Export a project and its data
Full project export functionality is limited to project maintainers and owners. You can configure such functionality through project settings:
To export a project and its data, follow these steps:
-
Go to your project's homepage.
-
Click Settings in the sidebar.
-
Scroll down to find the Export project button:
-
After the export is generated, you should receive an email with a link to download the file:
-
Alternatively, you can come back to the project settings and download the file from there, or generate a new export. After the file is available, the page should show the Download export button:
Import the project
WARNING: Only import projects from sources you trust. If you import a project from an untrusted source, it may be possible for an attacker to steal your sensitive data.
-
The GitLab project import feature is the first import option when creating a new project. Click on GitLab export:
-
Enter your project name and URL. Then select the file you exported previously:
-
Click on Import project to begin importing. Your newly imported project page appears shortly.
NOTE:
If use of the Internal
visibility level
is restricted,
all imported projects are given the visibility of Private
.
NOTE:
The maximum import file size can be set by the Administrator, default is 0
(unlimited).
As an administrator, you can modify the maximum import file size. To do so, use the max_import_size
option in the Application settings API or the Admin Area UI. Default modified from 50MB to 0 in GitLab 13.8.
Project import status
You can query an import through the Project import/export API. As described in the API documentation, the query may return an import error or exceptions.
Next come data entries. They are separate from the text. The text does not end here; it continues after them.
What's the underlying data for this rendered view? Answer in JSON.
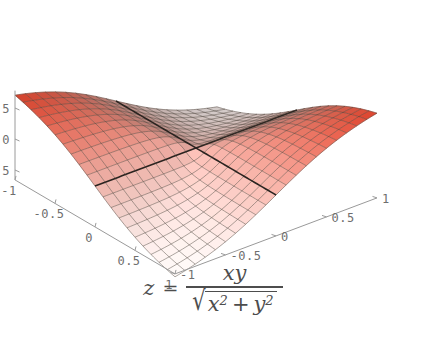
{
  "figure": {
    "name": "surface-plot-xy-over-sqrt-x2-y2",
    "background_color": "#ffffff"
  },
  "caption": {
    "lhs_variable": "z",
    "equals": "=",
    "numerator": "xy",
    "radical_sign": "√",
    "den_x": "x",
    "den_x_exp": "2",
    "den_plus": "+",
    "den_y": "y",
    "den_y_exp": "2",
    "plain_text": "z = xy / sqrt(x^2 + y^2)"
  },
  "axes": {
    "x": {
      "label": "x",
      "ticks": [
        "-1",
        "-0.5",
        "0",
        "0.5",
        "1"
      ],
      "tick_values": [
        -1,
        -0.5,
        0,
        0.5,
        1
      ],
      "range": [
        -1,
        1
      ]
    },
    "y": {
      "label": "y",
      "ticks": [
        "1",
        "0.5",
        "0",
        "-0.5",
        "-1"
      ],
      "tick_values": [
        1,
        0.5,
        0,
        -0.5,
        -1
      ],
      "range": [
        -1,
        1
      ]
    },
    "z": {
      "label": "z",
      "ticks": [
        "0.5",
        "0",
        "-0.5"
      ],
      "tick_values": [
        0.5,
        0,
        -0.5
      ],
      "range": [
        -0.72,
        0.72
      ]
    }
  },
  "colors": {
    "axis_line": "#9a9a9a",
    "tick_text": "#6e6e6e",
    "mesh_line": "#4a4038",
    "mesh_major": "#2b2420",
    "surface_high": "#e8462e",
    "surface_mid": "#f0a595",
    "surface_low": "#fdf4f2",
    "caption_text": "#4d4d4d"
  },
  "chart_data": {
    "type": "surface",
    "title": "",
    "expression": "z = x*y / sqrt(x^2 + y^2)",
    "xlabel": "x",
    "ylabel": "y",
    "zlabel": "z",
    "xlim": [
      -1,
      1
    ],
    "ylim": [
      -1,
      1
    ],
    "zlim": [
      -0.7071,
      0.7071
    ],
    "grid": true,
    "legend": false,
    "mesh_divisions": 20,
    "colormap": {
      "name": "red-to-white",
      "low": "#fdf4f2",
      "high": "#e8462e",
      "mapped_to": "z"
    },
    "projection": {
      "type": "oblique-parallel",
      "view_point": [
        1.3,
        -2.4,
        2.0
      ]
    },
    "corner_values": [
      {
        "x": -1,
        "y": -1,
        "z": 0.7071
      },
      {
        "x": -1,
        "y": 1,
        "z": -0.7071
      },
      {
        "x": 1,
        "y": -1,
        "z": -0.7071
      },
      {
        "x": 1,
        "y": 1,
        "z": 0.7071
      },
      {
        "x": 0,
        "y": 0,
        "z": 0
      }
    ],
    "sample_grid_note": "z evaluated on 21x21 grid over [-1,1]^2; z=0 along x=0 and y=0"
  }
}
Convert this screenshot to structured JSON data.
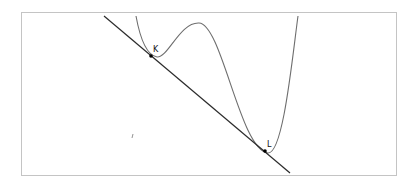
{
  "diagram": {
    "type": "function-graph-with-double-tangent",
    "colors": {
      "curve": "#6e6e6e",
      "line": "#2b2b2b",
      "point": "#000000",
      "frame": "#c4c4c4"
    },
    "points": [
      {
        "id": "K",
        "label": "K",
        "x": 151,
        "y": 56
      },
      {
        "id": "L",
        "label": "L",
        "x": 265,
        "y": 151
      }
    ],
    "line": {
      "x1": 104,
      "y1": 16,
      "x2": 290,
      "y2": 173
    },
    "curve_path": "M136,16 C140,38 146,55 157,57 C168,58 180,22 199,23 C222,24 240,150 268,153 C283,154 292,60 298,16",
    "stray_mark": {
      "x": 132,
      "y": 136
    }
  }
}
Import large projects (FREE SELF)
If you have a larger project, consider using a Rake task, as described in our developer documentation.
Rate Limits
To help avoid abuse, by default, users are rate limited to:
Request Type | Limit |
---|---|
Export | 6 projects per minute |
Download export | 1 download per group per minute |
Import | 6 projects per minute |
GitLab.com may have different settings from the defaults.
Troubleshooting
Import workaround for large repositories
Maximum import size limitations can prevent an import from being successful. If changing the import limits is not possible, the following local workflow can be used to temporarily reduce the repository size for another import attempt.
-
Create a temporary working directory from the export:
EXPORT=<filename-without-extension> mkdir "$EXPORT" tar -xf "$EXPORT".tar.gz --directory="$EXPORT"/ cd "$EXPORT"/ git clone project.bundle # Prevent interference with recreating an importable file later mv project.bundle ../"$EXPORT"-original.bundle mv ../"$EXPORT".tar.gz ../"$EXPORT"-original.tar.gz git switch --create smaller-tmp-main
-
To reduce the repository size, work on this
smaller-tmp-main
branch: identify and remove large files or interactively rebase and fixup to reduce the number of commits.# Reduce the .git/objects/pack/ file size cd project git reflog expire --expire=now --all git gc --prune=now --aggressive # Prepare recreating an importable file git bundle create ../project.bundle smaller-tmp-main cd .. mv project/ ../"$EXPORT"-project cd .. # Recreate an importable file tar -czf "$EXPORT"-smaller.tar.gz --directory="$EXPORT"/ .
-
Import this new, smaller file into GitLab.
-
In a full clone of the original repository, use
git remote set-url origin <new-url> && git push --force --all
to complete the import. -
Update the imported repository's branch protection rules and its default branch, and delete the temporary,
smaller-tmp-main
branch, and the local, temporary data.